The Graveyard Shift

I’m dressed like the Michelin man and I can’t leave this room. Sweat drips down my back from this bunny suit, complete with full white foot covers and an elastic banded hood. I’m not required to wear the hood, thankfully. The isolation gear here isn’t the worst I’ve used, but it does get you hotter faster than the blue gowns that simply tie in the back that I’m used to elsewhere.

It’s one in the morning. I’m in hour three of my living hell: a two-month-old parvovirus puppy who is fading fast.

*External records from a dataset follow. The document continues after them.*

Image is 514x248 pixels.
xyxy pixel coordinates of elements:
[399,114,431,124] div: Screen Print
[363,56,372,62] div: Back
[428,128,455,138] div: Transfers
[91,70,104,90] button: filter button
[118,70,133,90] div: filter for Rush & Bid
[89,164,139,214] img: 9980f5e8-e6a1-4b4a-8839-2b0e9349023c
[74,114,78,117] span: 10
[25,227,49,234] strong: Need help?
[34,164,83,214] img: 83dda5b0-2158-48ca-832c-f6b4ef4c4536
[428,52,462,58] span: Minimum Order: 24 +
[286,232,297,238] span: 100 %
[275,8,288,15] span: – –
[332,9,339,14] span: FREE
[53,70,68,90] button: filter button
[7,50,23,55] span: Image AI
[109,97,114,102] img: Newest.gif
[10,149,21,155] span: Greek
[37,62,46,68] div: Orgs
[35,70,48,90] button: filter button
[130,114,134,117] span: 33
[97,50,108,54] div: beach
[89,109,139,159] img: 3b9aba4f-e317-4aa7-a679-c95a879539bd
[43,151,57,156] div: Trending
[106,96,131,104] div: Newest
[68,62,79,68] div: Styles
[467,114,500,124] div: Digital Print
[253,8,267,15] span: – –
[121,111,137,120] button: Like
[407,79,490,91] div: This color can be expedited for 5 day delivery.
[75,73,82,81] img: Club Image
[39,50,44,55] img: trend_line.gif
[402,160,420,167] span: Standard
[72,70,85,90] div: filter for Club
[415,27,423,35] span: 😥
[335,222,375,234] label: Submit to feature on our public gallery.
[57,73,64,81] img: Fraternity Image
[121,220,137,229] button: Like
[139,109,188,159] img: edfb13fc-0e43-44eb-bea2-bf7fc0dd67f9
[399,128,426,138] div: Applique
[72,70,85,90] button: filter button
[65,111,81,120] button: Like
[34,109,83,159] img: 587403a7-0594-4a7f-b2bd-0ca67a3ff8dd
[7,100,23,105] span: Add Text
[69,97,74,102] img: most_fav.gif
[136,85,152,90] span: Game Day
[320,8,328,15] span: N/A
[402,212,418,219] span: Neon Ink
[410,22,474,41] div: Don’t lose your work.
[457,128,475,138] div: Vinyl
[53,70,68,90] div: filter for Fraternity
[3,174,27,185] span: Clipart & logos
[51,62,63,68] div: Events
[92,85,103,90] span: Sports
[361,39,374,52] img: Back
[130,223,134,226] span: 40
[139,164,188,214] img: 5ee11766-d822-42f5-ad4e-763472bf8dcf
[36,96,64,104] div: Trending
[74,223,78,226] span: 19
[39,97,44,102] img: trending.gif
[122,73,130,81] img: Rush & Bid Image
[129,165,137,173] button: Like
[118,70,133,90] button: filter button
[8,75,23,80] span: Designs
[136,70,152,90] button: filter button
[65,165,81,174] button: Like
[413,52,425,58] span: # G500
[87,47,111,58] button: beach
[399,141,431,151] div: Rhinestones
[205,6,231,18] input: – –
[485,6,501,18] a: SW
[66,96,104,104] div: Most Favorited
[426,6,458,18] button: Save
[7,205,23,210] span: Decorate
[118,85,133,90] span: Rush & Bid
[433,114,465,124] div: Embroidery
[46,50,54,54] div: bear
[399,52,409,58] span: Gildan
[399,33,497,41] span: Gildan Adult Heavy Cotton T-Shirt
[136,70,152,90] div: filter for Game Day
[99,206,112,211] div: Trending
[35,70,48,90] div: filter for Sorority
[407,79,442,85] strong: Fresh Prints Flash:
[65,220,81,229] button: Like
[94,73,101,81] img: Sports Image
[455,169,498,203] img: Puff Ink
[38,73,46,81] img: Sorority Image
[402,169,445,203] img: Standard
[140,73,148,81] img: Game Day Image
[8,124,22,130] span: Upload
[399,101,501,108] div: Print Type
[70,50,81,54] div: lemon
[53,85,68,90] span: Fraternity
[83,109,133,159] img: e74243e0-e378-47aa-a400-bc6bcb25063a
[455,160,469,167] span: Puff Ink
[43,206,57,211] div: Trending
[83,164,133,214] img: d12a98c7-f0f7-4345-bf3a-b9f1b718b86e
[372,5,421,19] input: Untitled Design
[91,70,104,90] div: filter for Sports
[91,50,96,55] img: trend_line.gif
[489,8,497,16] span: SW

Parvo is a tricky illness: once you catch it, it has to run its course. The vomiting and diarrhea aren’t fun…but they’re better than the hypotension and hypoglycemia. We regularly provide supportive care for those suffering through this preventable disease. It’s early for parvo season to begin, yet here we are, battling another case.

It’s almost always the babies who suffer the worst. I’ve had a few adults hospitalized in the past, but most haven’t even reached six months before we see them. Barely having spent any time in this world and here they are already fighting to keep living.

Natural selection is cruel.

We began to supplement this little creature with a norepinephrine CRI, before the start of my shift, when it became impossible to even find a blood pressure. The CRI is nearly maxed out to the highest dose allowed now. He’s dull and fading faster than I can stop. It’s a personal strike: I’m good at keeping creatures who should be dead alive. A gift I consider my curse; I am good at my job.

Unfortunately.

As I take his blood pressure with the doppler at my side, I am heartbroken.

Forty.

He’s becoming obtunded.

I grab my pager, an iPod that my job loaded with Teams so we can communicate with each other. I report the vitals to my doctor. Before he can even ask, I gently stab the soft ear in my hand with the tip of a needle. I use the drop of blood that appears for a glucose reading: 74.

Not good. He’s already on dextrose supplementation; his sugar should be stable, not crashing. It was previously normal. I relay this as well, awaiting what dextrose bolus dose that is coming. My norepinephrine CRI is going to be at its limit when I increase it next. We’ll have to add another pressor if this doesn’t improve.

Take the time to place a third catheter and continue on… Or, is it time to call this? Neither feels wrong at this point.

My pager beeps quietly over the soft radio playing in the background. The soundtrack to my day is a local alternative station. A small benefit to being unable to walk away from this critical case – to being trapped in this small room for hours on end: I can choose my own background music. As I pet the fragile baby before me, I’m watching his breathing carefully. Every longer than normal pause, I hold my own breath. The first sign of arrest in animals tends to be apnea.

Thankfully, his heart rate is still normal.

For now.

But things happen so fast at critical moments. Even quickly catching an animal arresting doesn’t guarantee a positive outcome. The green sticker on his cage card warns me that I’ll have to initiate CPR if his tiny body gives out on my shift.

A sad face is the reaction my message gets. Then comes the rapid fire replies: dextrose bolus, change his fluids, increase his CRI. The final message gives me the dose for the second pressor we’ll start when he doesn’t respond to the norepinephrine. I’ll start the math now, so when I need it in fifteen minutes, it’ll be ready to prepare.

I page to the rest of the team my needs: I don’t have all that I need in here. Hopefully, one of my coworkers has a few minutes to gather supplies for me.

Closing the cage door after putting the innocent creature back, I hear the heavy door creak open behind me. My doctor peeks in, “Welcome to the party,” I tell him flatly. We’ve been in close communication all night.

There’s forty inpatients tonight. Ten are critical enough that they need an assigned friend to care for them. Guilt always courses through me when I’m on a table case or otherwise stuck by any animal’s side. There’s only five of us tonight. That’s four people for thirty-nine patients.

I will dedicate my night to keeping this creature alive, despite itself. It’s not the first, or last, time I’ll spend all twelve hours of my shift in isolation.

The doctor slips in as a friend appears with my sugar water. “Thanks,” I tell her as the exam starts. I hook it up to the IV catheter and slowly push it over the next five minutes. Careful not to interrupt my doctor’s assessments.

He nods as he listens. “How long until the next blood pressure?”

I glance at the timer on my pager, “Seven minutes.”

“Let me know what the next one is. If it’s not improving, we’ll add another pressor.”

I nod in reply as he makes his way to the door. “I’ll go call his owners,” he starts to tell me, “but I was rounded that they’re all in.”

Sighing, I reply, “That was what I heard, too. Full code.”

He shakes his head as I page out again. This time for someone to check my lifesaving math, so I can request the supplies to prepare my second pressor. We can’t afford to make a mistake.

It’s coming.

It always does.

 

Anne Dougherty resides in the suburbs of Philadelphia, PA with her husband, Jonathan, their dog, Ruby Tuesday, and her cat, Theodore. She’s worked in the veterinary field for over a decade. When not working, she can be found biking, reading, or writing.